The Long(ish) Read: Walter Benjamin Unpacking his Library

Welcome to The Long(ish) Read: a new AD feature which uncovers texts written by notable essayists which resonate with contemporary architecture, interior architecture, urbanism or landscape design. In this essay, written in 1931, Walter Benjamin narrates the process of unpacking his library. All in boxes, he takes the reader through elements of his book collection: the memories attached to them, the importance he placed on the act of 'collecting' and the process of accumulation, and how objects like books inhabit a space.

Walter Benjamin in brief

Born in Germany in 1892, Benjamin was known as a 'man of letters'. Having been educated in Switzerland he had a short career in the lead up to the Second World War, which saw him carve a niche as a literary critic. In the 1930s he turned to Marxism, partly due to the influence of Bertolt Brecht and partly due to the rise of extreme right-wing politics in Europe. He spent much of his professional life in Paris, where he wrote this essay. Benjamin died in 1940 having committed suicide at the French–Spanish border while attempting to escape the Nazis.

I am unpacking my library. Yes, I am. The books are not yet on the shelves, not yet touched by the mild boredom of order. I cannot march up and down their ranks to pass them in review before a friendly audience. You need not fear any of that. In­stead, I must ask you to join me in the disorder of crates that have been wrenched open, the air saturated with the dust of wood, the floor covered with torn paper, to join me among piles of volumes that are seeing daylight again after two years of darkness, so that you may be ready to share with me a bit of the mood—it is certainly not an elegiac mood but, rather, one of an­ticipation which these books arouse in a genuine collector. For such a man is speaking to you, and on closer scrutiny he proves to be speaking only about himself. Would it not be presumptuous of me if, in order to appear convincingly objective and down-to­earth, I enumerated for you the main sections or prize pieces of a library, if I presented you with their history or even their usefulness to a writer? I, for one, have in mind something less ob­scure, something more palpable than that; what I am really con­cerned with is giving you some insight into the relationship of a book collector to his possessions, into collecting rather than a collection. If I do this by elaborating on the various ways of ac­quiring books, this is something entirely arbitrary. This or any other procedure is merely a dam against the spring tide of mem­ories which surges toward any collector as he contemplates his possessions. Every passion borders on the chaotic, but the collec­tor's passion borders on the chaos of memories. More than that: the chance, the fate, that suffuse the past before my eyes are conspicuously present in the accustomed confusion of these books. For what else is this collection but a disorder to which habit has accommodated itself to such an extent that it can appear as order? You have all heard of people whom the loss of their books has turned into invalids, or of those who in order to ac­quire them became criminals. These are the very areas in which any order is a balancing act of extreme precariousness. "The only exact knowledge there is," said Anatole France, "is the knowl­edge of the date of publication and the format of books." And indeed, if there is a counterpart to the confusion of a library, it is the order of its􀂾 catalogue.

Read the full text (published by Yale University School of Art) here (PDF).

This essay was originally published in Literarische Welt in 1931 and was translated from German by Harry Zohn. It is featured in Illuminations (reprinted in English in 1999) and an extract of the text has been reproduced here under a fair use policy.

Walter Benjamin

The Indicator: Walter Benjamin and Architecture

25 Free Architecture Books You Can Read Online

About this author
Cite: James Taylor-Foster. "The Long(ish) Read: Walter Benjamin Unpacking his Library" 24 Aug 2015. ArchDaily. Accessed . <https://www.archdaily.com/771939/the-long-ish-read-walter-benjamin-unpacking-his-library> ISSN 0719-8884

You've started following your first account!

Did you know?

You'll now receive updates based on what you follow! Personalize your stream and start following your favorite authors, offices and users.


WHAT IS BEING ASKED
Nothing but the pictures may be left out. Restate the rest of the entries word for word.

BEGIN DATA RECORDS

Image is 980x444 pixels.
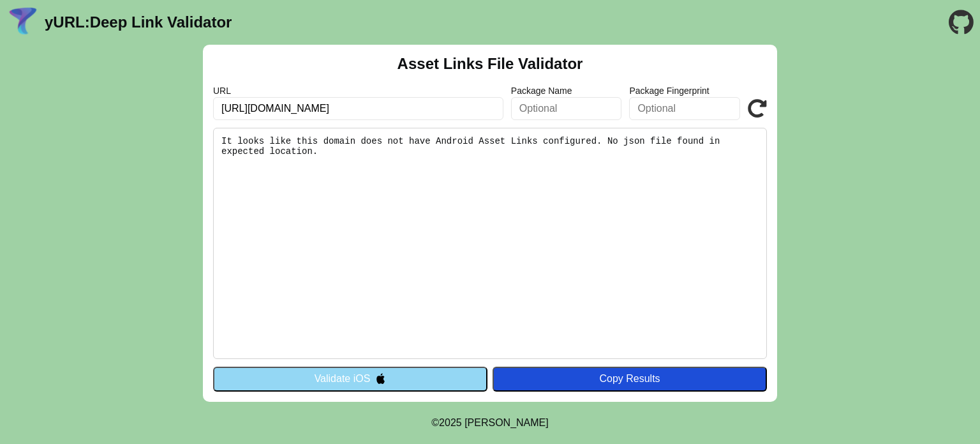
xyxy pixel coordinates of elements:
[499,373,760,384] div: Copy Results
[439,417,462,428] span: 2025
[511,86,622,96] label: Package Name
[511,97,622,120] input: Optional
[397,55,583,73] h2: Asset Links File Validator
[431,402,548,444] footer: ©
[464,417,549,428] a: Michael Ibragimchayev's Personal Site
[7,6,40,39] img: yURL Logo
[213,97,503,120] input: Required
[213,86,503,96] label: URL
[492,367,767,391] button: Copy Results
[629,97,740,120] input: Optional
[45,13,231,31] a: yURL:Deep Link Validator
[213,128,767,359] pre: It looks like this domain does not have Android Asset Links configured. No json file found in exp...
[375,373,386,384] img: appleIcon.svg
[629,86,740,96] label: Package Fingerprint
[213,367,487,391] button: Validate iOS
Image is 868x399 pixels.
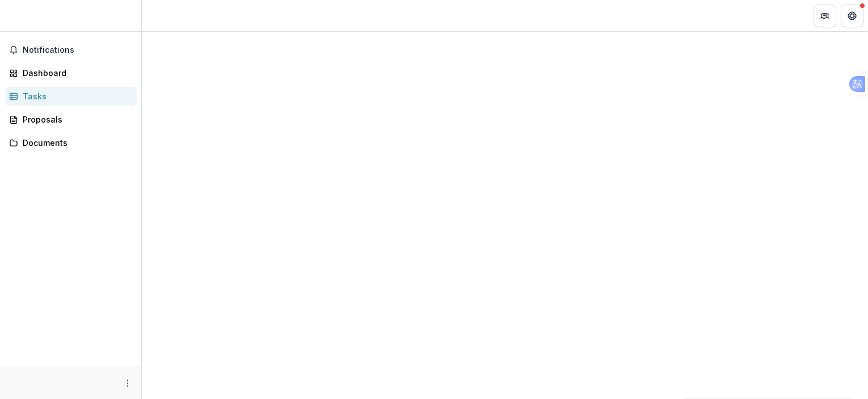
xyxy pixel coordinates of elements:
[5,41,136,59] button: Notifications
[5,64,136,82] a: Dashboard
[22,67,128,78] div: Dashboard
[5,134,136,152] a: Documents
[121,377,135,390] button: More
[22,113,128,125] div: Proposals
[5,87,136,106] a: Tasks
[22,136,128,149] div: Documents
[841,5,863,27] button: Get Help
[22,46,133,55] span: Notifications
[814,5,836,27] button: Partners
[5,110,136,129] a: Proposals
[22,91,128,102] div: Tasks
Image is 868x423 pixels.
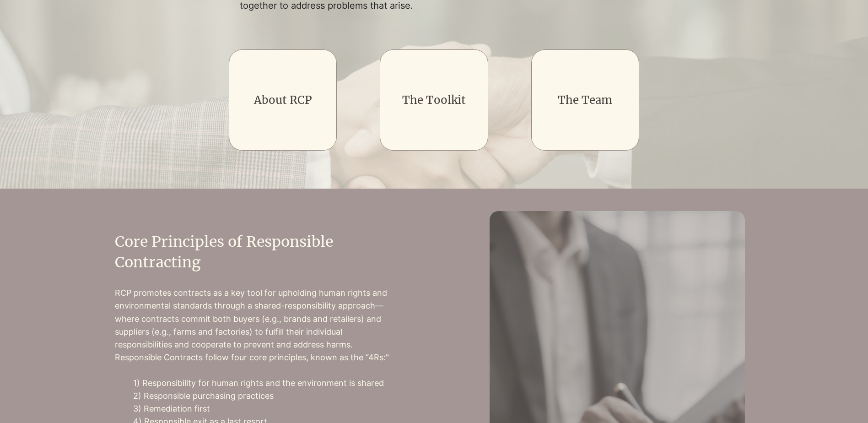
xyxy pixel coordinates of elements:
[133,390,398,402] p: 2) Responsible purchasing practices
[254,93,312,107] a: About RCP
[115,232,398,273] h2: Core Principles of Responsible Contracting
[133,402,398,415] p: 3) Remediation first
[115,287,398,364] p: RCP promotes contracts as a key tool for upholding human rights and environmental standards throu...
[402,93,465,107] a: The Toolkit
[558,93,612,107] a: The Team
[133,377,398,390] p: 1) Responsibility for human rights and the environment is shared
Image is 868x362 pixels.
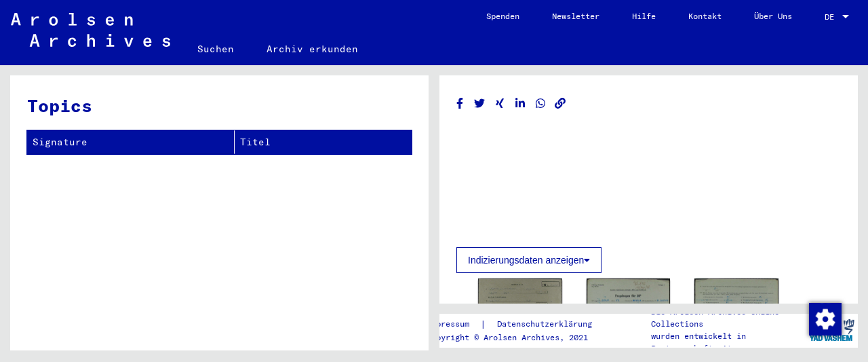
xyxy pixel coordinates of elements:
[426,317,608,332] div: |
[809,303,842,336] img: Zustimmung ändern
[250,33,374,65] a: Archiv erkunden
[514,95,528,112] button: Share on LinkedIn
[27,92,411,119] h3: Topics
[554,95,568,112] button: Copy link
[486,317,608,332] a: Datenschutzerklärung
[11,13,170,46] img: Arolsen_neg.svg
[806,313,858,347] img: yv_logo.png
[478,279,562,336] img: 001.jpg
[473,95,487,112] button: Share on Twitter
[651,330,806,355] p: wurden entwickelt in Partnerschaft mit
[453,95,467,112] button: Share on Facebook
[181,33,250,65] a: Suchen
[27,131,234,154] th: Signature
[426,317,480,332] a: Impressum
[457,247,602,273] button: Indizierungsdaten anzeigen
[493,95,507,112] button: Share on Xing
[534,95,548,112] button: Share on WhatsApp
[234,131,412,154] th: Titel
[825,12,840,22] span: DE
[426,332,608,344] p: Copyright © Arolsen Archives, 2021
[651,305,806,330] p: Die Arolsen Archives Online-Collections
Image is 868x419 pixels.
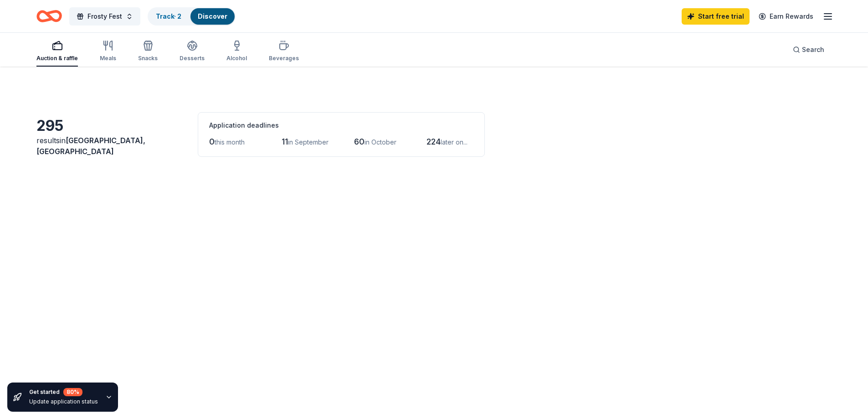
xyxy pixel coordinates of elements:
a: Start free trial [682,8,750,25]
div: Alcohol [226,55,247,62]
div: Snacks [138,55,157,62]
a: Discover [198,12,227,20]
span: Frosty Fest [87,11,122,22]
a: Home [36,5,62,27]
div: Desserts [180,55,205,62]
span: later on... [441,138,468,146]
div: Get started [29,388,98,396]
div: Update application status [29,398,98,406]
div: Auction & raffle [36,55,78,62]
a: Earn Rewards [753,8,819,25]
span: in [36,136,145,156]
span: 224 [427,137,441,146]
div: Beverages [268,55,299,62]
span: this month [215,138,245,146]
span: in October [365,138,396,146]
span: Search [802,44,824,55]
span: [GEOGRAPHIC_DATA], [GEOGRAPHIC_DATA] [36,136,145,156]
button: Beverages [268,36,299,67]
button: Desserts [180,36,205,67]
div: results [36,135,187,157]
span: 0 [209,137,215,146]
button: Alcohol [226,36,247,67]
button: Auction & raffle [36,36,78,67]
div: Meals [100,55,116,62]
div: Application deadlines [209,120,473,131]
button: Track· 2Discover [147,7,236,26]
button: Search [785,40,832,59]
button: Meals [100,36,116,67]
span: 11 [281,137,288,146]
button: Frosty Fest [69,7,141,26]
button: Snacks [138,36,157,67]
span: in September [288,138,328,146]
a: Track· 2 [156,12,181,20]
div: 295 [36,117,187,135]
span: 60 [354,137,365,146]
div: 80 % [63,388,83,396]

END DATA RECORDS

YOUR SOLUTION
Image is 980x444 pixels.
xyxy pixel coordinates of elements:
[499,373,760,384] div: Copy Results
[439,417,462,428] span: 2025
[511,86,622,96] label: Package Name
[511,97,622,120] input: Optional
[397,55,583,73] h2: Asset Links File Validator
[431,402,548,444] footer: ©
[464,417,549,428] a: Michael Ibragimchayev's Personal Site
[7,6,40,39] img: yURL Logo
[213,97,503,120] input: Required
[213,86,503,96] label: URL
[492,367,767,391] button: Copy Results
[629,97,740,120] input: Optional
[45,13,231,31] a: yURL:Deep Link Validator
[213,128,767,359] pre: It looks like this domain does not have Android Asset Links configured. No json file found in exp...
[375,373,386,384] img: appleIcon.svg
[629,86,740,96] label: Package Fingerprint
[213,367,487,391] button: Validate iOS
Image is 868x399 pixels.
xyxy pixel coordinates of elements:
[5,41,136,59] button: Notifications
[5,64,136,82] a: Dashboard
[22,67,128,78] div: Dashboard
[5,134,136,152] a: Documents
[121,377,135,390] button: More
[22,113,128,125] div: Proposals
[5,87,136,106] a: Tasks
[22,136,128,149] div: Documents
[841,5,863,27] button: Get Help
[22,46,133,55] span: Notifications
[814,5,836,27] button: Partners
[5,110,136,129] a: Proposals
[22,91,128,102] div: Tasks
Image is 868x423 pixels.
xyxy pixel coordinates of elements:
[133,390,398,402] p: 2) Responsible purchasing practices
[254,93,312,107] a: About RCP
[115,232,398,273] h2: Core Principles of Responsible Contracting
[133,402,398,415] p: 3) Remediation first
[115,287,398,364] p: RCP promotes contracts as a key tool for upholding human rights and environmental standards throu...
[402,93,465,107] a: The Toolkit
[558,93,612,107] a: The Team
[133,377,398,390] p: 1) Responsibility for human rights and the environment is shared
Image is 868x362 pixels.
xyxy pixel coordinates of elements:
[426,317,608,332] div: |
[809,303,842,336] img: Zustimmung ändern
[250,33,374,65] a: Archiv erkunden
[514,95,528,112] button: Share on LinkedIn
[27,92,411,119] h3: Topics
[554,95,568,112] button: Copy link
[486,317,608,332] a: Datenschutzerklärung
[11,13,170,46] img: Arolsen_neg.svg
[806,313,858,347] img: yv_logo.png
[478,279,562,336] img: 001.jpg
[473,95,487,112] button: Share on Twitter
[651,330,806,355] p: wurden entwickelt in Partnerschaft mit
[453,95,467,112] button: Share on Facebook
[181,33,250,65] a: Suchen
[27,131,234,154] th: Signature
[426,317,480,332] a: Impressum
[457,247,602,273] button: Indizierungsdaten anzeigen
[493,95,507,112] button: Share on Xing
[534,95,548,112] button: Share on WhatsApp
[234,131,412,154] th: Titel
[825,12,840,22] span: DE
[426,332,608,344] p: Copyright © Arolsen Archives, 2021
[651,305,806,330] p: Die Arolsen Archives Online-Collections
Image is 868x419 pixels.
xyxy pixel coordinates of elements:
a: Start free trial [682,8,750,25]
div: Alcohol [226,55,247,62]
div: Snacks [138,55,157,62]
a: Discover [198,12,227,20]
span: Frosty Fest [87,11,122,22]
a: Home [36,5,62,27]
div: Desserts [180,55,205,62]
span: later on... [441,138,468,146]
div: Get started [29,388,98,396]
div: Update application status [29,398,98,406]
div: Auction & raffle [36,55,78,62]
a: Earn Rewards [753,8,819,25]
span: in [36,136,145,156]
span: 224 [427,137,441,146]
div: Beverages [268,55,299,62]
span: this month [215,138,245,146]
span: in October [365,138,396,146]
span: Search [802,44,824,55]
span: [GEOGRAPHIC_DATA], [GEOGRAPHIC_DATA] [36,136,145,156]
button: Beverages [268,36,299,67]
button: Desserts [180,36,205,67]
div: results [36,135,187,157]
span: 0 [209,137,215,146]
button: Alcohol [226,36,247,67]
button: Auction & raffle [36,36,78,67]
div: Meals [100,55,116,62]
div: Application deadlines [209,120,473,131]
button: Track· 2Discover [147,7,236,26]
button: Search [785,40,832,59]
button: Meals [100,36,116,67]
span: 11 [281,137,288,146]
button: Frosty Fest [69,7,141,26]
button: Snacks [138,36,157,67]
span: in September [288,138,328,146]
a: Track· 2 [156,12,181,20]
div: 295 [36,117,187,135]
span: 60 [354,137,365,146]
div: 80 % [63,388,83,396]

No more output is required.